For this example, let’s say that there are three family members and these family members are in different geographic regions, separated by a large distance. The account owner gets an alert from the telecom provider when the account reaches the 90 percent threshold, notifying the account owner that overage fees may be charged if usage goes beyond the contracted limit.

The data is replicated in different regions, so each family member gets a local view of the data improving latency, throughput, and overall performance. That means there are multiple regions, and each has a copy of the data containing the details of the customer’s data usage. Their individual usage needs to be updated in different regions, and at any point in time, the total usage can be monitored.

A CRDT data type is ideal in this situation to do conflict-free tracking of the data usage across different regions. In the above example, an increment counter in a multi-region table will track the data usage in each region. The consolidated data usage is automatically computed for you when the CRDT value is read from the Oracle NoSQL Database Cloud Service.  Oracle NoSQL will automatically merge the delta values from each region.

In our telco family plan use case, the telecom provider can simply read the value of the “usage” CRDT column, compare this against the contracted amount for the account, and then decide to raise an SMS alert if necessary.  No complex bookkeeping or reconciliation is necessary for the telecom provider to implement.

This is all done for them by the Oracle NoSQL Database Cloud Service!

MR_COUNTER data type 

Oracle NoSQL Database has a CRDT datatype, called MR_COUNTER, for use with Global Active Tables. In a Global Active Table setup, a CRDT is a data type that can be replicated across servers where regions can be updated independently.  It is always possible to converge the CRDT to a correct common state. Changes in the regions are concurrent and not synchronized with one another. In short, CRDTs provide a way for concurrent modifications to be merged across regions without user intervention. The MR_COUNTER datatype is a subtype of the INTEGER, LONG, or NUMBER data type.

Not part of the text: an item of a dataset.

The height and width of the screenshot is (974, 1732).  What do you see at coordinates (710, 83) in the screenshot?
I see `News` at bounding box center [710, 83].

To ensure that conflicts never happen, operations on CRDTs must respect the commutative properties of addition. That is, CRDT updates must only be via addition or subtraction. In the case of the Positive-Negative (PN) Counter:

  • Only the DEFAULT value is allowed when inserting a new row.  Assigning an explicit value to the CRDT field during insert will throw an error because the commutative property will break.
  • Only increment and decrement operations are allowed when updating a row.

Global Active Tables and Conflict Free Replicated Data Type (CRDT)

Summary

In this blog, we discussed how vital conflict detection and resolution is in an active-active replication.

  • Oracle NoSQL Global Active Table solution enabling predictable low latency and response time from anywhere in the world
  • Oracle continues to improve the developer experience by introducing CRDTs that perform automatic merging and bookkeeping of value updates across regions, alleviating the pain of multi-region reconciliation from your app development experience.

A Global Active Table table is a global logical table that eliminates the problematic and error-prone work of replicating data between regions, enabling developers to focus on application business logic.